The probabilistic framing supports the same directional conclusion. In 10,000 Monte Carlo simulations, the median value is $92.02 and the mean is $106.81, with the 25th percentile at $67.27 and the 75th percentile at $129.46. The key takeaway is that the current share price sits slightly above the 25th percentile but well below the model median. The simulation also yields a 72.5% probability of upside from the current quote, which is consistent with the DCF discount.

The reverse DCF is especially important for interpreting street expectations. At today’s price, the market appears to be discounting only 3.8% implied growth, alongside an implied 8.7% WACC and 2.8% terminal growth. That hurdle does not look especially demanding relative to BSX’s recent reported fundamentals, which include +12.5% revenue growth year over year, +55.2% EPS growth year over year, an 18.0% operating margin, and 18.2% FCF margin. In short, our model says the market is paying a premium multiple, but not one that fully capitalizes the company’s current growth and cash-generation profile.

What the Market Appears to Be Expecting

STREET READ-THROUGH

Because the authoritative pane does not include broker consensus by quarter or by analyst, the cleanest way to infer street expectations is to combine live valuation with audited operating performance and the independent institutional survey. On that basis, BSX is trading at 35.8x earnings, 5.1x sales, 21.3x EV/EBITDA, and a 3.5% free-cash-flow yield. Those are not distressed or market-average levels; they imply that investors expect continued execution, margin resilience, and sustained cash conversion. The current valuation is also being placed on top of a business that generated $13.85B gross profit, $3.61B operating income, $4.534B operating cash flow, and $3.658B free cash flow in the latest annual frame used by the deterministic ratios.

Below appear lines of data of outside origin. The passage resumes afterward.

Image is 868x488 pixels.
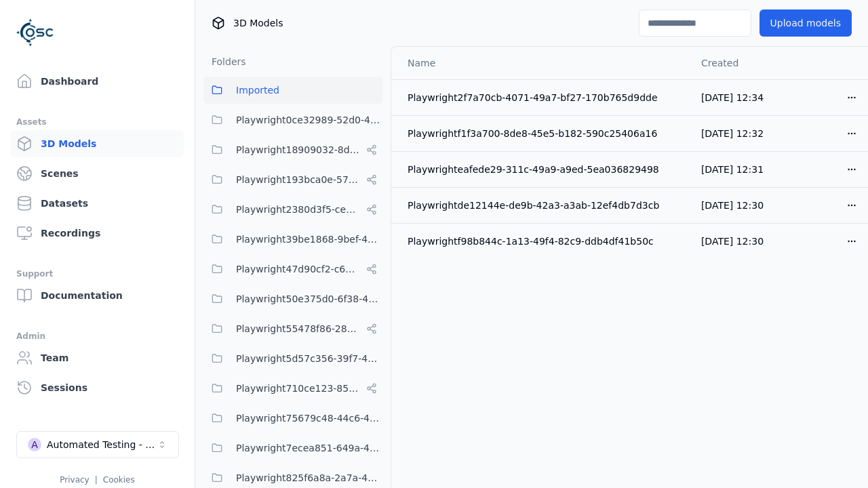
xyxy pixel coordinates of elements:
button: Playwright2380d3f5-cebf-494e-b965-66be4d67505e [203,196,382,223]
span: [DATE] 12:31 [701,164,763,175]
span: [DATE] 12:30 [701,236,763,247]
span: Playwright2380d3f5-cebf-494e-b965-66be4d67505e [236,201,360,217]
a: Documentation [11,282,184,309]
div: Admin [16,328,178,344]
span: Playwright5d57c356-39f7-47ed-9ab9-d0409ac6cddc [236,350,382,367]
span: Playwright55478f86-28dc-49b8-8d1f-c7b13b14578c [236,320,360,337]
a: Sessions [11,374,184,401]
span: 3D Models [233,16,283,30]
button: Playwright47d90cf2-c635-4353-ba3b-5d4538945666 [203,256,382,282]
button: Playwright193bca0e-57fa-418d-8ea9-45122e711dc7 [203,166,382,193]
button: Playwright7ecea851-649a-419a-985e-fcff41a98b20 [203,435,382,461]
a: Recordings [11,220,184,247]
a: Cookies [103,475,135,485]
span: Playwright75679c48-44c6-4037-8300-1dcd74e4e479 [236,409,382,426]
span: Playwright39be1868-9bef-4aed-99f0-d73d302c765d [236,231,382,247]
span: Imported [236,82,279,99]
a: Dashboard [11,68,184,94]
img: Logo [16,13,54,52]
div: Playwrightde12144e-de9b-42a3-a3ab-12ef4db7d3cb [407,199,679,212]
button: Playwright55478f86-28dc-49b8-8d1f-c7b13b14578c [203,315,382,342]
span: Playwright193bca0e-57fa-418d-8ea9-45122e711dc7 [236,171,360,188]
span: Playwright18909032-8d07-45c5-9c81-9eec75d0b16b [236,141,360,158]
span: Playwright50e375d0-6f38-48a7-96e0-b0dcfa24b72f [236,291,382,307]
a: Privacy [59,475,89,485]
span: Playwright710ce123-85fd-4f8c-9759-23c3308d8830 [236,380,360,396]
button: Playwright18909032-8d07-45c5-9c81-9eec75d0b16b [203,136,382,163]
button: Playwright5d57c356-39f7-47ed-9ab9-d0409ac6cddc [203,345,382,372]
button: Upload models [759,9,851,37]
th: Name [391,47,690,79]
span: [DATE] 12:32 [701,128,763,139]
div: Playwright2f7a70cb-4071-49a7-bf27-170b765d9dde [407,91,679,104]
h3: Folders [203,55,246,69]
button: Playwright50e375d0-6f38-48a7-96e0-b0dcfa24b72f [203,285,382,313]
button: Playwright710ce123-85fd-4f8c-9759-23c3308d8830 [203,374,382,402]
a: Datasets [11,190,184,216]
button: Playwright75679c48-44c6-4037-8300-1dcd74e4e479 [203,404,382,431]
a: 3D Models [11,130,184,157]
a: Team [11,344,184,371]
div: A [28,438,41,451]
span: | [94,475,98,485]
span: Playwright7ecea851-649a-419a-985e-fcff41a98b20 [236,440,382,456]
button: Playwright0ce32989-52d0-45cf-b5b9-59d5033d313a [203,106,382,134]
span: Playwright47d90cf2-c635-4353-ba3b-5d4538945666 [236,261,360,277]
button: Imported [203,77,382,104]
div: Playwrightf1f3a700-8de8-45e5-b182-590c25406a16 [407,127,679,140]
a: Scenes [11,160,184,187]
div: Assets [16,114,178,130]
span: Playwright0ce32989-52d0-45cf-b5b9-59d5033d313a [236,112,382,128]
button: Select a workspace [16,431,179,458]
div: Playwrightf98b844c-1a13-49f4-82c9-ddb4df41b50c [407,235,679,248]
div: Playwrighteafede29-311c-49a9-a9ed-5ea036829498 [407,163,679,176]
span: [DATE] 12:34 [701,92,763,103]
div: Automated Testing - Playwright [47,438,156,451]
button: Playwright39be1868-9bef-4aed-99f0-d73d302c765d [203,226,382,252]
th: Created [690,47,780,79]
span: Playwright825f6a8a-2a7a-425c-94f7-650318982f69 [236,470,382,485]
span: [DATE] 12:30 [701,200,763,211]
div: Support [16,266,178,282]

The institutional survey gives a useful directional cross-check on how longer-duration expectations may be framed. It shows EPS per share of $3.05 for 2025, $3.30 for 2026, and $3.50 for 2027, alongside revenue per share of $13.55, $14.85, and $16.50, respectively. It also lists an EPS estimate of $4.50 over a 3–5 year horizon and a target price range of $120.00–$165.00. We do not treat those figures as audited facts, but they do suggest that external institutional expectations may sit above what is embedded in the current stock price, particularly when compared with our reverse-DCF growth requirement of just 3.8%.

From a positioning standpoint, the market seems to be granting BSX credit for quality and durability rather than deep cyclicality. The independent survey assigns a Safety Rank of 2, Financial Strength of A, Earnings Predictability of 75, and Price Stability of 85. Those indicators are not valuation drivers by themselves, but they help explain why a medtech name can sustain elevated multiples. Peer names such as Medtronic , Abbott , and Stryker are relevant framing references for investors, but no peer valuation figures are present in the spine, so the proper conclusion here is limited: BSX’s current price implies confidence in execution, yet our model still sees room for rerating if growth and margins hold near recent levels.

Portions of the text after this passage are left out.